The Fix contacted 11 members of the former committee in recent weeks. Three declined to comment while the remaining eight did not respond to emails.
President Schill (pictured) formed the committee in January, and announced its end in early May. In his testimony to the House committee in May, he said it dissolved because the “committee could not reach a consensus on specific proposals.”
After its dissolution, a university news release expressed Northwestern’s commitment to continuing “the ongoing work of combatting antisemitism, anti-Muslim hate and all forms of discrimination and harassment.”
Schill’s office did not responded to two requests for comment from The Fix via email, asking about the former committee and the university’s plans to address antisemitism.
Meanwhile, Goldberg told The Fix the Advisory Committee was “an obvious sham from the beginning,” and it was “stacked with Israel-hating faculty and even a student representing the most antisemitic student group on campus.”
“No committees are needed to address antisemitism – we have Title VI, we have an internationally recognized definition for antisemitism, and we have a code of conduct that should be enforced,” Goldberg said.

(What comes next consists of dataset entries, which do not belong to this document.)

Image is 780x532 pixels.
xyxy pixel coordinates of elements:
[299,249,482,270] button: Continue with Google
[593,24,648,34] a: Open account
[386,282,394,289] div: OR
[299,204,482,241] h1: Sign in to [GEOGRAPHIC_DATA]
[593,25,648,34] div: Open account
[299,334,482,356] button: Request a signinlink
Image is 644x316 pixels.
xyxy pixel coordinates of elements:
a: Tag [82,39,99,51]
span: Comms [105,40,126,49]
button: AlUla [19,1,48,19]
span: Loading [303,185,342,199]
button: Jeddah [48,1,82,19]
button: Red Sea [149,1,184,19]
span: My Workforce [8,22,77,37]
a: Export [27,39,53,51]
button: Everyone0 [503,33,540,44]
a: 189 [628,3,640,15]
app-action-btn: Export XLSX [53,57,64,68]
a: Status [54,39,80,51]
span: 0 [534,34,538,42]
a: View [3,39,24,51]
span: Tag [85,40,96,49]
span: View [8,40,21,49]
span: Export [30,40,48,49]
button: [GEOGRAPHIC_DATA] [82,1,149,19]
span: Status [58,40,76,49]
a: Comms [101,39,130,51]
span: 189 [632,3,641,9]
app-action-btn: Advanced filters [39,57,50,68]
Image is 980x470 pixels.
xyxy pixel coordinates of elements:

House committee, alumnus call for action
Goldberg told The Fix the university could begin addressing the problem by nullifying the “unlawful agreement reached between the president and the Hamas encampment.”
In the agreement, the Illinois university promised to offer five full scholarships to Palestinian students, hire “two [Palestinian] faculty per year for two years,” and provide a house for Middle Eastern and Muslim students.

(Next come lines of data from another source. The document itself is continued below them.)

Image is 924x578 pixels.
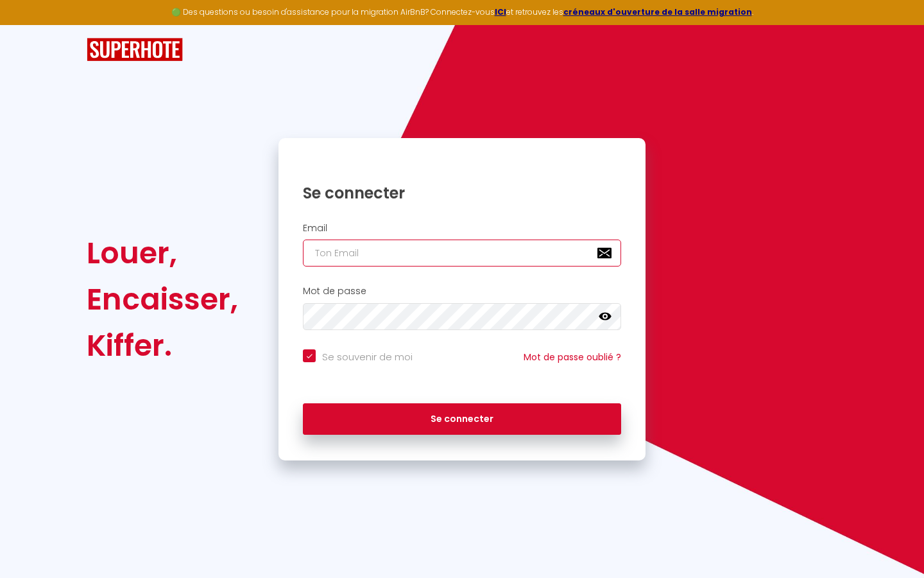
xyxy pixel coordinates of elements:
[87,276,238,322] div: Encaisser,
[564,7,752,18] a: créneaux d'ouverture de la salle migration
[87,38,183,61] img: SuperHote logo
[303,404,622,435] button: Se connecter
[303,239,622,267] input: Ton Email
[87,322,238,368] div: Kiffer.
[10,5,48,44] button: Ouvrir le widget de chat LiveChat
[303,286,622,296] h2: Mot de passe
[303,223,622,234] h2: Email
[87,230,238,276] div: Louer,
[303,183,622,203] h1: Se connecter
[495,7,506,18] a: ICI
[524,350,622,363] a: Mot de passe oublié ?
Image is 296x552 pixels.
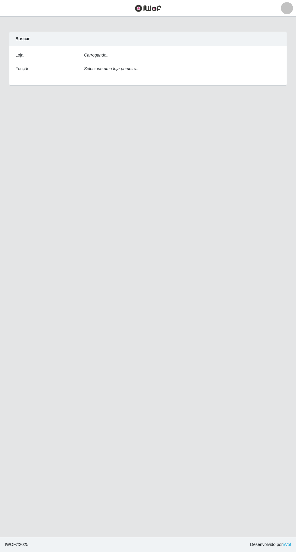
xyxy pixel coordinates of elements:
[15,36,30,41] strong: Buscar
[5,541,30,547] span: © 2025 .
[5,542,16,546] span: IWOF
[84,53,110,57] i: Carregando...
[283,542,291,546] a: iWof
[15,66,30,72] label: Função
[84,66,140,71] i: Selecione uma loja primeiro...
[15,52,23,58] label: Loja
[135,5,162,12] img: CoreUI Logo
[250,541,291,547] span: Desenvolvido por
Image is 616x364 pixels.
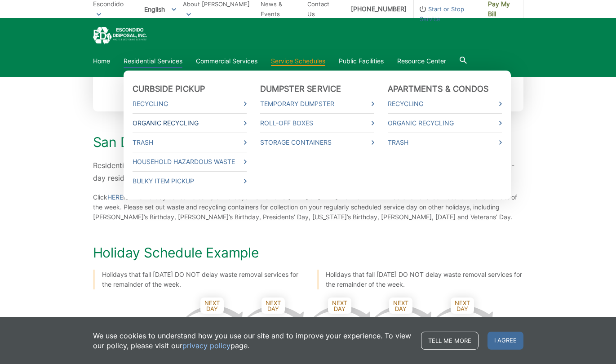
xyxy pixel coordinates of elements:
a: Storage Containers [260,138,374,147]
a: Trash [388,138,502,147]
a: Roll-Off Boxes [260,118,374,128]
span: Next Day [389,297,412,314]
span: Next Day [328,297,351,314]
span: Next Day [261,297,285,314]
a: HERE [108,192,123,202]
span: English [138,2,183,17]
a: EDCD logo. Return to the homepage. [93,27,147,44]
a: Organic Recycling [388,118,502,128]
a: Apartments & Condos [388,84,489,94]
a: Curbside Pickup [133,84,205,94]
span: I agree [487,331,523,350]
p: We use cookies to understand how you use our site and to improve your experience. To view our pol... [93,330,412,351]
a: Organic Recycling [133,118,247,128]
a: Household Hazardous Waste [133,157,247,167]
a: Home [93,56,110,66]
a: Temporary Dumpster [260,99,374,109]
a: Resource Center [397,56,446,66]
a: Residential Services [124,56,182,66]
a: Public Facilities [339,56,384,66]
span: Next Day [200,297,224,314]
p: Click for the Holiday Schedule Sample. Holidays that fall on a [DATE] or [DATE] DO NOT DELAY wast... [93,192,523,222]
p: Residential collection service will not be performed on the holidays listed under Holiday Schedul... [93,159,523,184]
h2: San Diego County Customers [93,134,523,150]
a: Service Schedules [271,56,326,66]
h2: Holiday Schedule Example [93,245,523,260]
p: Holidays that fall [DATE] DO NOT delay waste removal services for the remainder of the week. [326,270,523,290]
p: Holidays that fall [DATE] DO NOT delay waste removal services for the remainder of the week. [102,270,300,290]
a: privacy policy [182,340,230,351]
a: Bulky Item Pickup [133,176,247,186]
a: Trash [133,138,247,147]
a: Commercial Services [196,56,257,66]
a: Recycling [133,99,247,109]
a: Tell me more [421,331,478,350]
a: Recycling [388,99,502,109]
a: Dumpster Service [260,84,341,94]
span: Next Day [451,297,474,314]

Northwestern also agreed to create a committee to review its investments in exchange for protesters disbanding their encampment, The College Fix reported.

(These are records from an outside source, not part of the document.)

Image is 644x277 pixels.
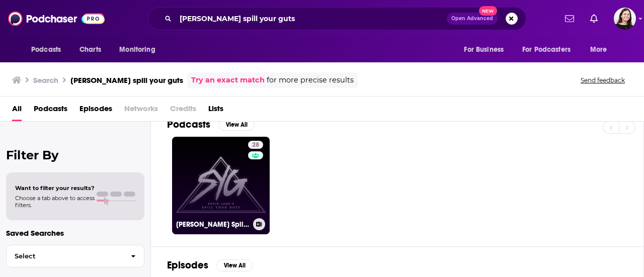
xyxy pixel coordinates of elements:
span: Logged in as lucynalen [613,7,636,30]
span: For Podcasters [522,43,571,57]
button: Send feedback [577,76,628,85]
img: Podchaser - Follow, Share and Rate Podcasts [8,9,105,28]
button: open menu [457,40,516,59]
button: open menu [112,40,168,59]
span: For Business [463,43,503,57]
input: Search podcasts, credits, & more... [175,10,447,27]
span: Select [7,252,123,259]
a: Charts [73,40,107,59]
a: Try an exact match [191,74,265,86]
button: open menu [583,40,619,59]
button: Select [6,245,145,267]
a: Show notifications dropdown [561,10,578,27]
span: Networks [124,100,158,121]
h3: [PERSON_NAME] spill your guts [70,76,183,85]
h2: Episodes [167,258,208,271]
span: New [479,6,497,16]
a: All [12,100,22,121]
span: Want to filter your results? [15,184,94,192]
span: More [590,43,607,57]
h3: Search [33,76,58,85]
span: Charts [79,43,101,57]
span: Open Advanced [451,16,493,21]
h3: [PERSON_NAME] Spill Your Guts [176,220,249,228]
div: Search podcasts, credits, & more... [148,7,526,30]
button: Show profile menu [613,7,636,30]
button: Open AdvancedNew [447,13,497,25]
a: 28 [248,141,263,149]
img: User Profile [613,7,636,30]
a: Podcasts [34,100,67,121]
a: Show notifications dropdown [586,10,601,27]
a: Episodes [79,100,112,121]
button: View All [218,118,254,130]
a: EpisodesView All [167,258,253,271]
a: 28[PERSON_NAME] Spill Your Guts [172,136,270,234]
h2: Filter By [6,147,145,162]
span: 28 [252,140,259,150]
p: Saved Searches [6,228,145,237]
span: Choose a tab above to access filters. [15,195,94,208]
a: Lists [208,100,223,121]
button: open menu [516,40,585,59]
span: Credits [170,100,196,121]
span: Podcasts [31,43,61,57]
span: Monitoring [119,43,155,57]
a: PodcastsView All [167,118,254,130]
button: View All [216,259,253,271]
h2: Podcasts [167,118,210,130]
button: open menu [24,40,74,59]
span: for more precise results [267,74,354,86]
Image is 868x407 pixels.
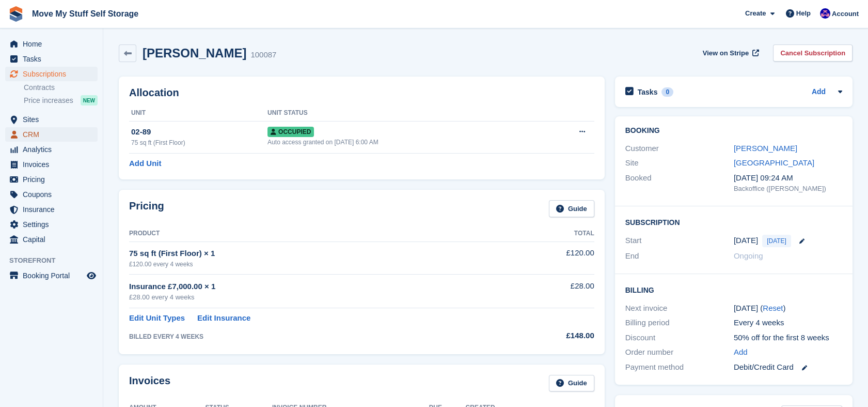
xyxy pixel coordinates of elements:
[129,260,507,269] div: £120.00 every 4 weeks
[703,48,749,58] span: View on Stripe
[626,362,734,373] div: Payment method
[626,346,734,358] div: Order number
[699,44,762,62] a: View on Stripe
[23,172,85,187] span: Pricing
[24,83,97,92] a: Contracts
[734,144,797,152] a: [PERSON_NAME]
[5,67,97,81] a: menu
[23,157,85,172] span: Invoices
[626,127,842,135] h2: Booking
[5,269,97,283] a: menu
[626,172,734,194] div: Booked
[507,225,595,242] th: Total
[143,46,246,60] h2: [PERSON_NAME]
[129,225,507,242] th: Product
[5,217,97,232] a: menu
[549,200,595,217] a: Guide
[626,284,842,295] h2: Billing
[773,44,853,62] a: Cancel Subscription
[24,96,73,105] span: Price increases
[734,183,842,194] div: Backoffice ([PERSON_NAME])
[5,172,97,187] a: menu
[23,36,85,51] span: Home
[129,105,268,122] th: Unit
[5,36,97,51] a: menu
[85,270,97,282] a: Preview store
[10,256,103,266] span: Storefront
[734,317,842,329] div: Every 4 weeks
[626,157,734,169] div: Site
[507,330,595,342] div: £148.00
[626,250,734,262] div: End
[131,138,268,147] div: 75 sq ft (First Floor)
[23,269,85,283] span: Booking Portal
[24,95,97,106] a: Price increases NEW
[626,235,734,247] div: Start
[81,95,97,105] div: NEW
[5,187,97,202] a: menu
[23,142,85,156] span: Analytics
[268,105,541,122] th: Unit Status
[763,303,783,312] a: Reset
[129,375,170,392] h2: Invoices
[734,172,842,184] div: [DATE] 09:24 AM
[5,142,97,156] a: menu
[734,235,758,247] time: 2025-08-10 23:00:00 UTC
[5,157,97,172] a: menu
[5,112,97,127] a: menu
[129,332,507,341] div: BILLED EVERY 4 WEEKS
[638,87,658,96] h2: Tasks
[762,235,791,247] span: [DATE]
[23,187,85,202] span: Coupons
[820,8,830,18] img: Jade Whetnall
[129,200,164,217] h2: Pricing
[5,232,97,247] a: menu
[23,127,85,142] span: CRM
[832,9,859,19] span: Account
[131,126,268,138] div: 02-89
[129,292,507,303] div: £28.00 every 4 weeks
[734,346,748,358] a: Add
[23,52,85,66] span: Tasks
[23,67,85,81] span: Subscriptions
[745,8,766,18] span: Create
[507,275,595,308] td: £28.00
[507,242,595,274] td: £120.00
[250,49,276,61] div: 100087
[8,6,24,22] img: stora-icon-8386f47178a22dfd0bd8f6a31ec36ba5ce8667c1dd55bd0f319d3a0aa187defe.svg
[129,87,595,99] h2: Allocation
[23,217,85,232] span: Settings
[129,312,185,324] a: Edit Unit Types
[268,137,541,147] div: Auto access granted on [DATE] 6:00 AM
[626,317,734,329] div: Billing period
[5,52,97,66] a: menu
[129,281,507,293] div: Insurance £7,000.00 × 1
[734,332,842,344] div: 50% off for the first 8 weeks
[23,232,85,247] span: Capital
[734,362,842,373] div: Debit/Credit Card
[734,303,842,314] div: [DATE] ( )
[734,251,763,260] span: Ongoing
[796,8,811,18] span: Help
[734,158,815,167] a: [GEOGRAPHIC_DATA]
[626,332,734,344] div: Discount
[626,216,842,227] h2: Subscription
[129,158,161,170] a: Add Unit
[549,375,595,392] a: Guide
[28,5,143,22] a: Move My Stuff Self Storage
[197,312,250,324] a: Edit Insurance
[626,143,734,155] div: Customer
[23,112,85,127] span: Sites
[5,127,97,142] a: menu
[129,248,507,260] div: 75 sq ft (First Floor) × 1
[23,202,85,216] span: Insurance
[268,127,314,137] span: Occupied
[662,87,674,96] div: 0
[812,86,826,98] a: Add
[5,202,97,216] a: menu
[626,303,734,314] div: Next invoice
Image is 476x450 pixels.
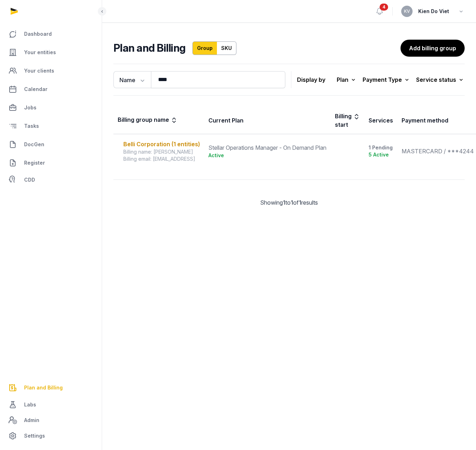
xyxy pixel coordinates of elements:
[208,116,244,125] div: Current Plan
[6,81,96,98] a: Calendar
[217,41,236,55] a: SKU
[6,25,96,42] a: Dashboard
[6,44,96,61] a: Your entities
[6,118,96,134] a: Tasks
[401,147,474,156] div: MASTERCARD / ***4244
[113,198,465,207] div: Showing to of results
[24,401,36,409] span: Labs
[123,148,200,156] div: Billing name: [PERSON_NAME]
[6,396,96,413] a: Labs
[369,144,393,151] div: 1 Pending
[24,384,63,392] span: Plan and Billing
[6,173,96,187] a: CDD
[401,116,448,125] div: Payment method
[24,67,54,75] span: Your clients
[335,112,360,129] div: Billing start
[299,199,301,206] span: 1
[123,140,200,148] div: Belli Corporation (1 entities)
[24,30,52,38] span: Dashboard
[24,416,39,425] span: Admin
[401,6,413,17] button: KV
[118,115,178,125] div: Billing group name
[24,159,45,167] span: Register
[6,62,96,79] a: Your clients
[362,75,410,85] div: Payment Type
[24,432,45,440] span: Settings
[113,71,151,88] button: Name
[6,154,96,171] a: Register
[208,152,326,159] div: Active
[6,99,96,116] a: Jobs
[400,40,465,57] a: Add billing group
[418,7,449,16] span: Kien Do Viet
[369,116,393,125] div: Services
[416,75,465,85] div: Service status
[123,156,200,162] div: Billing email: [EMAIL_ADDRESS]
[297,74,325,85] p: Display by
[6,428,96,445] a: Settings
[6,413,96,428] a: Admin
[6,379,96,396] a: Plan and Billing
[283,199,285,206] span: 1
[193,41,217,55] a: Group
[24,48,56,57] span: Your entities
[291,199,293,206] span: 1
[24,140,44,149] span: DocGen
[336,75,357,85] div: Plan
[24,85,47,93] span: Calendar
[24,103,36,112] span: Jobs
[404,9,410,13] span: KV
[369,151,393,159] div: 5 Active
[24,176,35,184] span: CDD
[208,143,326,152] div: Stellar Operations Manager - On Demand Plan
[24,122,39,130] span: Tasks
[6,136,96,153] a: DocGen
[113,41,185,55] h2: Plan and Billing
[379,4,388,11] span: 4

However, during a Congressional hearing, President Schill said many of the programs and promises were in the works prior to the encampment. For example, Schill said that the university already was working on a house for Muslim students so they could pray. He referenced similar buildings for Jewish, Catholic, and Lutheran students.
Meanwhile, Goldberg said he believes “faculty that assaulted campus police should be fired; students who engaged in antisemitism should be expelled; student groups that engaged in antisemitism should be disbanded; and masked protests should be prohibited.”
Thus far, Northwestern has not employed these solutions, according to the House investigation.
Northwestern University President Michael Schill suggests the full-ride scholarships for Palestinian students will also include offers to Israelis. https://t.co/vLLOSO32OT pic.twitter.com/PsihXf6kBY
— The College Fix (@CollegeFix) May 23, 2024
The university “failed to impose a single suspension or expulsion for student antisemitic conduct since October 7,” according to Foxx’s letter.
“Northwestern’s capitulation to its antisemitic encampment and its impeding of the Committee’s oversight are unbecoming of a leading university,” Foxx wrote.
The congresswoman also warned the university’s actions could jeopardize its taxpayer funding, writing Northwestern “appears to be in violation of its obligations to its Jewish students, faculty, and staff under Title VI and defies the Committee’s oversight.”
Goldberg told The Fix he doesn’t think Northwestern’s current leadership can repair its relationship with Jewish students, faculty, and staff at this point.
“Whether due to ideological kinship or weak spines, the administration has proven repeatedly that it will throw the Jews overboard to appease the most radical voices on campus,” he said.
“Schill fundamentally believes he’s the good guy for trying to play Switzerland between Jews and Jew-haters — and that means he will never be part of the change that’s needed,” Goldberg said.
The Fix also contacted Foxx’s office, Northwestern’s Crown Family Center for Jewish and Israel Studies, and its board of trustees twice by email, but none responded. Questions pertained to the subpoena threat, the work of the Advisory Committee, and the university’s plans to address antisemitism.